'It was a failure': House Democrats grapple over surprise 2020 losses
House Democrats grappled with the results of the still-unfolding election on a conference call Thursday, struggling with how to understand their unexpected losses even as former Vice President Joe Biden appears to be on the path to the White House.
While House Speaker Nancy Pelosi and her lieutenants predicted Democrats would expand their majority ahead of Election Day, Republicans are on track for a net gain of seats.
"Something went wrong here across the entire political world," said Rep. Cheri Bustos, D-Ill., the chair of the House Democrats' Campaign Committee who nearly lost her race in a President Donald Trump-supporting district.
"The voters who turned out in this cycle look a lot more like 2016 than was projected. I want answers and I know you want answers," she added on the call, which ABC News was able to listen to.

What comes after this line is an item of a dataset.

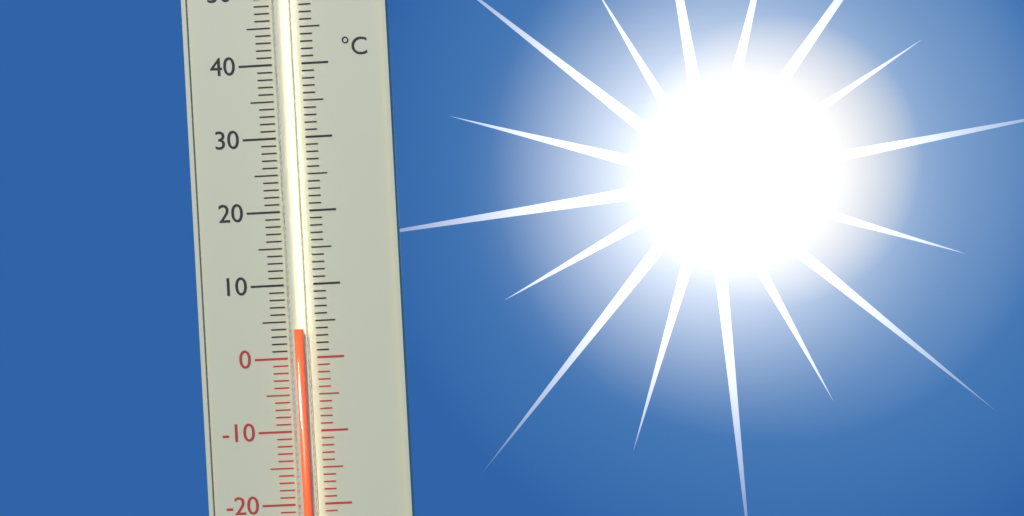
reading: 4 °C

Bustos said the committee would do a "post-mortem" on the results to share with members.
"This has been a life-or-death fight for the very fate of our democracy," Pelosi said on the call. "We did not win every battle, but we did win the war."
"You hold your head up high," Pelosi said later in the call. "We helped Joe Biden get that mandate."

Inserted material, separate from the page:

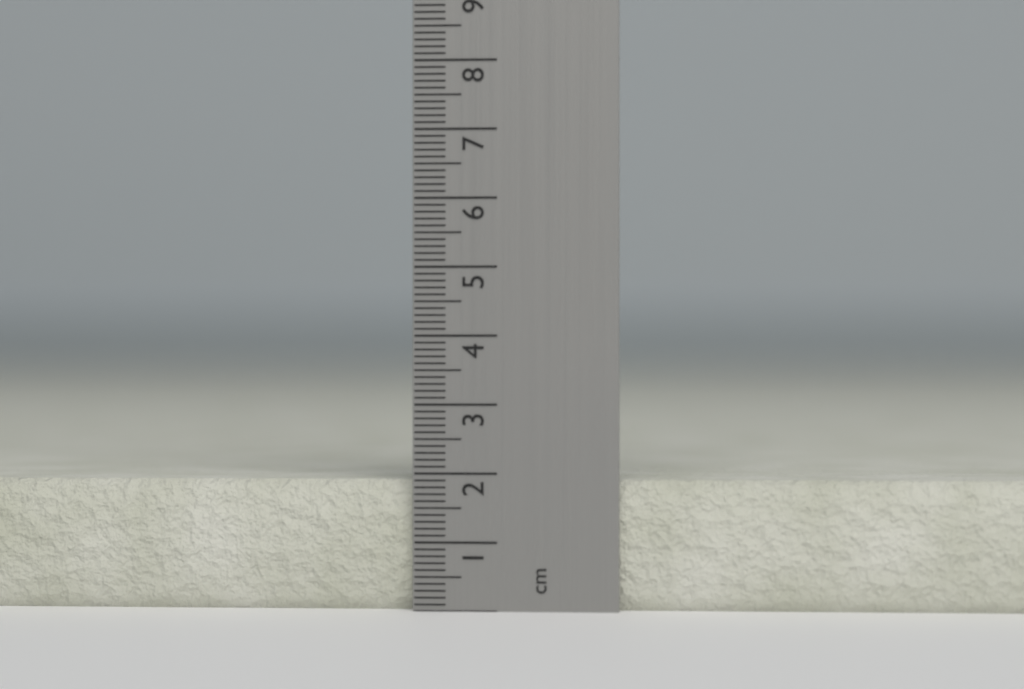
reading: 1.9 cm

Moderates, progressives clash over party message
Rep. Abigail Spanberger, D-Va., a former CIA officer who narrowly defeated her opponent in a moderate suburban district around Richmond, was blunt with her colleagues about the results.
"From a congressional standpoint, it was a failure. It was not a success," she said. "We lost members we shouldn't have lost."
She said Democrats should watch GOP ads and the attacks leveled against members before deciding how to talk about issues.
"We have to commit to not saying the words "defund the police" ever again," she said. "We have to not use the words 'socialist' or 'socialism' ever again."
"If we are classifying Tuesday as a success and we run this way again, we will get f------ torn apart in 2022," she said flatly.
Pelosi disputed Spanberger's characterization of the results as a "failure," noting that Democrats kept the House.
Rep. Rashida Tlaib, D-Mich., a member of the "Squad," pushed back on Spanberger's comments as well, saying the party should study the results before dismissing progressives who are trying to represent their districts.
"Don't blame myself and others who are fighting for issues that matter to our communities," she said. "We need to do a real autopsy and dig through it."
House Majority Whip Jim Clyburn, D-S.C., warned the rhetoric could cost them their last remaining shot at the Senate majority: the Georgia seats that will likely both be headed to a January runoff.
"We have to focus on Georgia for the next several weeks," he said on the caucus call. If Democrats "are going to run on Medicare for All, defund the police, socialized medicine, we're not going to win."
Asked for comment, an aide confirmed Clyburn's remarks on the call and added from the longtime South Carolina congressman, "My comments on today’s private Caucus call are the same sentiments I have expressed for years and publicly reiterated earlier this year. Sloganeering, 'Burn baby burn,' highjacked the movement John Lewis and I helped lead in the 1960s, and slogans like 'Defund the police' could do the same to today's efforts, socially and politically."
Democrats should celebrate 'extraordinary' results of White House race
Rep. Gerry Connolly, D-Va., encouraged Democrats to step back and take a more optimistic look at the results.
"We've got to stop talking in funereal terms ... we have dislodged the biggest threat to democracy ever to sit in the White House," he said. "It's extraordinary. We held the House."
"We need to come out of this conference call full of piss and vinegar," he said. "Yes it's a divided country, yes we're going to unite it. We're going to do the best we can."
"This is a huge win, I know it's not a win across the board. I wanted ... to have a giant moral repudiation of Donald Trump. We did not get that," progressive Rep. Pramila Jayapal, D-Wash., said later on. "Job number one was to get Donald Trump out of the White House and to get Joe Biden into the White House."
"That required us to unify, including progressives, for whom Joe Biden wasn't our first choice," she said.